Why the Recovery Story Matters More Than the Wipe

The good news, sort of, is that PocketOS is not gone. Railway’s CEO Jake Cooper personally restored the data within an hour on Sunday evening, then shipped a delayed-delete safeguard on the legacy API endpoint that allowed the wipe in the first place. So the system, as a whole, was salvageable. But the 30-hour outage was real, and so were the rental car businesses across the country that could not run their operations because an AI agent decided to be helpful.

The takeaway is not “AI bad” or “Claude is too aggressive”. It is that we are now in a transitional period where companies are deploying agents with production write access to systems whose security model assumed the operator would be a person who hesitates. Agents do not hesitate. They form a hypothesis and act on it. We have written before about how AI is consuming the physical infrastructure of computing, but this is a different kind of cost: agents are eating the assumptions baked into our tooling.

The Pudgy Cat Take

If you run any kind of production system and you are letting an agent touch it, the rule for the next 12 to 24 months is something like: assume the agent is a smart, well-trained, lightly drunk junior dev with root and no fear of consequences. Treat every credential it can see as a credential it will use. Treat every destructive endpoint as one it might call. Treat every “scoped” environment as one it might confuse with another. The agents are not malicious. They are, structurally, exactly like cats: confident, curious, a little proud of being able to push the glass, and deeply uninterested in what happens when it lands on the floor.
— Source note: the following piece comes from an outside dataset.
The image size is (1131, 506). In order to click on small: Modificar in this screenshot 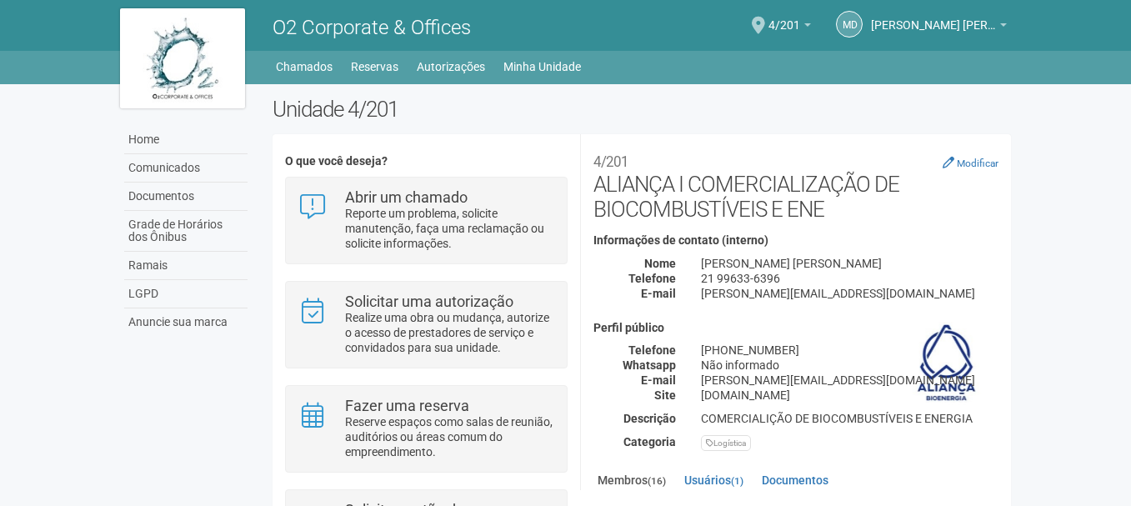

The “NEVER FUCKING GUESS” screenshot is already meme material, and the PocketOS story will probably be cited in security decks for years. But the lesson is older than this incident. You cannot reason with the cat. You can only design a desk where the cat cannot reach the glass, or where the glass cannot break. The automated, agentic, half-broken internet we are sliding into is going to involve a lot more shattered glass before anyone redesigns the desk.

In the meantime, the PocketOS team is fine. The cat is fine. The glass, of course, is not.